Recent results further establish that, under certain conditions, UCB-type procedures with exploration bonuses tuned by prior informativeness (in terms of variance and mean separation) can achieve finite-time regret that is logarithmic or even constant in favorable regimes,
with explicit dependency on gap surprise and the prior's information content (Atsidakou et al., 2023).
The impossibility of oracle selectivity imposes that UCC designs must trade-off between uniform regret guarantees and specialization to narrow classes of environments—no algorithm can "meta-optimize" exploration adaptively to the unknown environment class (Salomon et al., 2011).
6. Robustness, Heavy-Tailed Distributions, and Data-Driven UCB
Standard UCBs rely on moment assumptions (variance, sub-Gaussianity) that may not hold in practical, heavy-tailed environments. Data-driven UCBs using robust estimators such as the resampled median-of-means (RMM) circumvent this limitation by constructing parameter-free, distribution-free confidence bounds without recourse to unknown moment parameters (Tamás et al., 9 Jun 2024). The procedure for RMM-UCB constructs bounds directly from empirical data using randomized sign flips and median aggregation, supporting robust operation even when rewards are heavy-tailed, thereby enabling curiosity-based bonuses to be reliably computed in non-sub-Gaussian regimes.
The associated regret bounds (for symmetric heavy-tailed settings) remain near optimal:
independent of unknown distributional moments, providing strong guarantees in adversarial noise.

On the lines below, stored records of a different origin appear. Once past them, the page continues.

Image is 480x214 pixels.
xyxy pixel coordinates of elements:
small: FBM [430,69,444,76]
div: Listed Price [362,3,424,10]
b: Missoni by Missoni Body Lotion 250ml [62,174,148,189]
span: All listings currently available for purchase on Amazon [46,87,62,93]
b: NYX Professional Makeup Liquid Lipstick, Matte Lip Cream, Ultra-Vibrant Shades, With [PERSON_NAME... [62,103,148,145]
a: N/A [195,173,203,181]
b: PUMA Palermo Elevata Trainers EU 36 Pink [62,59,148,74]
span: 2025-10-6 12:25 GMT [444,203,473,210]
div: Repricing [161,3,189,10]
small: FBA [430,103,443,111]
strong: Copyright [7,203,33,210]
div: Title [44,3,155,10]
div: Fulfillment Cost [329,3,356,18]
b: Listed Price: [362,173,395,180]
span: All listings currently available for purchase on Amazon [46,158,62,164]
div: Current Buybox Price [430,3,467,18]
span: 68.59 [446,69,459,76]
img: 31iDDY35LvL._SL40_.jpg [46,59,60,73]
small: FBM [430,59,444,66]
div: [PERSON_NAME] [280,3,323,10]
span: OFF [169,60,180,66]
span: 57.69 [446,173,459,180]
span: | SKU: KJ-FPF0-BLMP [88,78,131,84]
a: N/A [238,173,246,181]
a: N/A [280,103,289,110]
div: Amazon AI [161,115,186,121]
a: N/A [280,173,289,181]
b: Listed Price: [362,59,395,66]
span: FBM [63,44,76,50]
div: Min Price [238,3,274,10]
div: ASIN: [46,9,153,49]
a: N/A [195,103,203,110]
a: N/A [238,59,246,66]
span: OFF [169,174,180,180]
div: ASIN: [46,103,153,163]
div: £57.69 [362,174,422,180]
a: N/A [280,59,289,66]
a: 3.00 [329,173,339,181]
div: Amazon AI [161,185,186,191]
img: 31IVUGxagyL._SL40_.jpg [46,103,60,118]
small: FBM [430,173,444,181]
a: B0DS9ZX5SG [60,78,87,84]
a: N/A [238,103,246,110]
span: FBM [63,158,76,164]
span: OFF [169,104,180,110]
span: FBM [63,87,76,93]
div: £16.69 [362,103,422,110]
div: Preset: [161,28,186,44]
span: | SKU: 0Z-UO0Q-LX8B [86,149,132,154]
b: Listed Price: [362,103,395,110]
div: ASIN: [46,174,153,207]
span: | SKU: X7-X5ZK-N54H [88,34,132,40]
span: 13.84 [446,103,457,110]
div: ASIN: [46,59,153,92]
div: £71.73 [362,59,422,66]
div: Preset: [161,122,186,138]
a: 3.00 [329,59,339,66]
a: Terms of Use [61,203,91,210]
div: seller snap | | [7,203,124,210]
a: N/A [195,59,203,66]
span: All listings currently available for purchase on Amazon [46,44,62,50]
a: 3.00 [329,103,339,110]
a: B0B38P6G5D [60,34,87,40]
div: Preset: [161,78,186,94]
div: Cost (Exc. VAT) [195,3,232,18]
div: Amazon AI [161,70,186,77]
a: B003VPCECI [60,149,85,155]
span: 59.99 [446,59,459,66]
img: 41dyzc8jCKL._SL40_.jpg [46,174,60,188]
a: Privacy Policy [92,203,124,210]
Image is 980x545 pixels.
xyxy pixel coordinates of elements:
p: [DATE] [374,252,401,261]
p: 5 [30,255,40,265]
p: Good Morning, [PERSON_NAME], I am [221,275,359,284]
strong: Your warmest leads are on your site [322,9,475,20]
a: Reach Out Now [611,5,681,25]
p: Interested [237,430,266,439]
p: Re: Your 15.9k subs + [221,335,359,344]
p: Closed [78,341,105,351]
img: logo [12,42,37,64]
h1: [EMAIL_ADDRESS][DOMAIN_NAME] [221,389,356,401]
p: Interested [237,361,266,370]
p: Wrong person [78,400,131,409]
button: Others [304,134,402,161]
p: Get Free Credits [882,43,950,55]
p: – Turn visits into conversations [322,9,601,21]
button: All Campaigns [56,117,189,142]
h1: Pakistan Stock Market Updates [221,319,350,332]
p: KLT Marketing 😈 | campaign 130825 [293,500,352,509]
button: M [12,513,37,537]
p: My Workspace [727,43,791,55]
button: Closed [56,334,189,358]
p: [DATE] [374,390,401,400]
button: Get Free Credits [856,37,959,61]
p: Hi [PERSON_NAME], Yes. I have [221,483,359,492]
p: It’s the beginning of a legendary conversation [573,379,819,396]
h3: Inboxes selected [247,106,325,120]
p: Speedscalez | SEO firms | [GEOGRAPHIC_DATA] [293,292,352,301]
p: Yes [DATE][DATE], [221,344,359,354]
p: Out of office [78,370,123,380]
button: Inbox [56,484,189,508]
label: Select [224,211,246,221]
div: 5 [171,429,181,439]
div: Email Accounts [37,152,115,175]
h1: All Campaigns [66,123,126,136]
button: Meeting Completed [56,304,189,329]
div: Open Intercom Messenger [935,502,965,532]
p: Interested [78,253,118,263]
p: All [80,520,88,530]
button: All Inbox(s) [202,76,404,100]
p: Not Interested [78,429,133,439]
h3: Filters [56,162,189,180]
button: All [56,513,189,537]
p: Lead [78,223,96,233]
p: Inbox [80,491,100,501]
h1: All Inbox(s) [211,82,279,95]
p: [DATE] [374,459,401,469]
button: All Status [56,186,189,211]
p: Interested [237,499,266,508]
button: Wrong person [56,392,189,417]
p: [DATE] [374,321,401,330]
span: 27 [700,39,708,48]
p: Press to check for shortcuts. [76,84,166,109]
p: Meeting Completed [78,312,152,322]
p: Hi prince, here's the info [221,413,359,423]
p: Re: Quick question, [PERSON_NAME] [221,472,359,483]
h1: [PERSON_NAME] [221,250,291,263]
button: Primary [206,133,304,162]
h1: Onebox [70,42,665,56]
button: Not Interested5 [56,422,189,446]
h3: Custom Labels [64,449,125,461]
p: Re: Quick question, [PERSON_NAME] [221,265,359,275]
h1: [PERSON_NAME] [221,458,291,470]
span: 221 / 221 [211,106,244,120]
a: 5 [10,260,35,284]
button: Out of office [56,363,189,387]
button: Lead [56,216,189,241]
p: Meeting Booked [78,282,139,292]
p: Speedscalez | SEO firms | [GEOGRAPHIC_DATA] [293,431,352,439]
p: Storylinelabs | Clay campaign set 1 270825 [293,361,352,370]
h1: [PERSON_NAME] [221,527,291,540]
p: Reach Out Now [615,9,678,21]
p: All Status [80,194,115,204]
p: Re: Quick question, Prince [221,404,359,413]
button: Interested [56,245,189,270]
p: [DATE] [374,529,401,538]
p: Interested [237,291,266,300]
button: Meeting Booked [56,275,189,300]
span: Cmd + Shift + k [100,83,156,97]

7. Practical Deployment and Application Scenarios
Applications of UCC-type algorithms are diverse:
- In global optimization of continuous domains, the use of generic chaining UCBs (with discretization trees) extends optimism- and curiosity-driven methods to Gaussian or broader stochastic processes (Contal et al., 2016). These approaches adapt exploration granularity to intrinsic problem complexity (e.g., the metric entropy of the domain).
- In robot planning or point-goal navigation, model uncertainty from an ensemble of predictors is integrated via UCB objectives, selecting actions or paths that are both promising and uncertain—an instantiation of curiosity at the planning level (Georgakis et al., 2022). For example, path costs may be minimized as
where is mean traversability, is epistemic uncertainty, and is path length.
- In model-based RL, latent ensemble models forecast long-term returns, and a UCB objective prioritizes both high-mean and high-variance (curious) exploratory actions, yielding substantial improvements in sample efficiency and robust learning (Seyde et al., 2020).
Conclusion
UCC, as an umbrella for Upper Confidence Bounds with Curiosity, encapsulates the progressive refinement of optimism-based exploration methods through principled and dynamic uncertainty quantification, adaptation to structural properties of the environment, and robust, data-driven estimation. While universal adaptivity is theoretically precluded, approaches integrating information-theoretic, rational, or empirical curiosity can sharply improve sample efficiency and robustness within target environment classes. Leading algorithmic instantiations span bandits, contextual bandits with deep representations, reinforcement learning with ensembles, robust statistics, and planning under epistemic uncertainty, each demonstrating how curiosity—mathematically formalized—augments the power and nuance of exploration in learning agents.